The first debate of the Republican presidential nomination season will be missing the campaign’s controversial but top star.
That’s got potential viewers and the other candidates disappointed, but perhaps no one is more disappointed than Fox News.
The network has been trying for months to persuade Donald Trump to participate, knowing that without him, Wednesday night’s debate won’t get anywhere near the ratings that it would have with him on stage.
Trump knows that, too. Since he is now feuding with one of his former biggest enablers, he doesn’t want to help Fox increase its audience, and thus its take of advertising dollars.
He has other, less vengeful, reasons as well. Trump acknowledged the most obvious reason: At this juncture in the campaign, he has little to gain and a lot to lose from debating against his main rivals for the Republican nomination. This is always the calculation that front-runners have to make.
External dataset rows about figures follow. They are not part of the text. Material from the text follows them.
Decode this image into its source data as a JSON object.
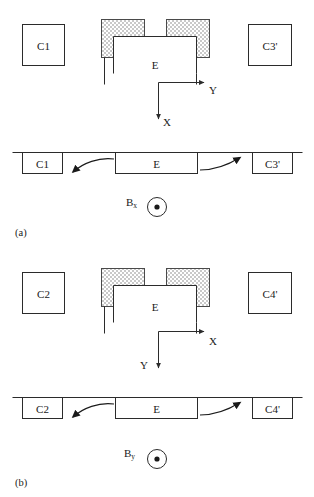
{
  "figure": {
    "type": "schematic-diagram",
    "stroke_color": "#2b2b2b",
    "shade_color": "#cfcfcf",
    "background": "#ffffff"
  },
  "panels": [
    {
      "tag": "(a)",
      "cross_section": {
        "left_box_label": "C1",
        "right_box_label": "C3'",
        "core_label": "E",
        "axes": {
          "horizontal_label": "Y",
          "vertical_label": "X"
        },
        "pole_pieces": [
          "left-pole-piece",
          "right-pole-piece"
        ]
      },
      "plan_view": {
        "boxes": [
          "C1",
          "E",
          "C3'"
        ],
        "field_symbol": {
          "base": "B",
          "subscript": "x",
          "direction_marker": "out-of-page-dot"
        },
        "arrows": [
          "left-curved-arrow",
          "right-curved-arrow"
        ]
      }
    },
    {
      "tag": "(b)",
      "cross_section": {
        "left_box_label": "C2",
        "right_box_label": "C4'",
        "core_label": "E",
        "axes": {
          "horizontal_label": "X",
          "vertical_label": "Y"
        },
        "pole_pieces": [
          "left-pole-piece",
          "right-pole-piece"
        ]
      },
      "plan_view": {
        "boxes": [
          "C2",
          "E",
          "C4'"
        ],
        "field_symbol": {
          "base": "B",
          "subscript": "y",
          "direction_marker": "out-of-page-dot"
        },
        "arrows": [
          "left-curved-arrow",
          "right-curved-arrow"
        ]
      }
    }
  ]
}
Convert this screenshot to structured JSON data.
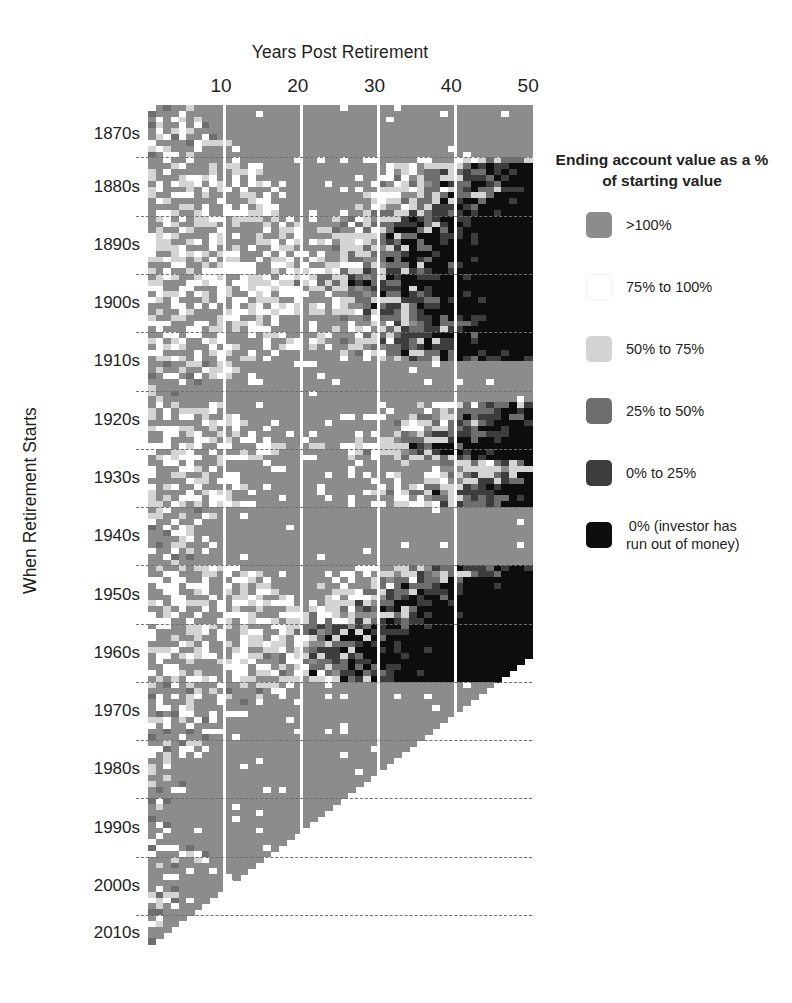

The larger their lead in the polls, the more likely they are to pass on debating their opponents.
Ron DeSantis, Mike Pence, Chris Christie and the rest in the field may be gearing up to take shots at Trump, but those blows won’t hit as hard with their target watching from a distance.
Trump also may worry — or at least his lawyers should — that he might say something in an unscripted moment on stage that could hurt his defense in the four criminal cases he is facing.
It does, though, seem inappropriate of Fox, a supposed impartial referee of the GOP faceoff, to have wooed so cravenly one of the candidates. According to reporting by The New York Times, in the past few weeks, Fox representatives have dined with Trump at least twice, trying to persuade him to participate. During one of those dinners, network anchor Bret Baier, who will be serving as one of the two debate moderators, gave Trump a call to see what he was planning to do.
One of Fox’s major problems, as popular as it has been among conservative viewers, is that it seems often more like an entertainment network than a news network. Instead of objectively reporting on what’s happening, it oversteps the line and tries to orchestrate the news. It sacrifices journalistic objectivity in the interest of building audience — and the profits that come from that.
Whatever its differences with Trump have been of late, Fox needs him to achieve its business goals. The former president needs Fox’s reach, too, but at this point the network is the main groveler.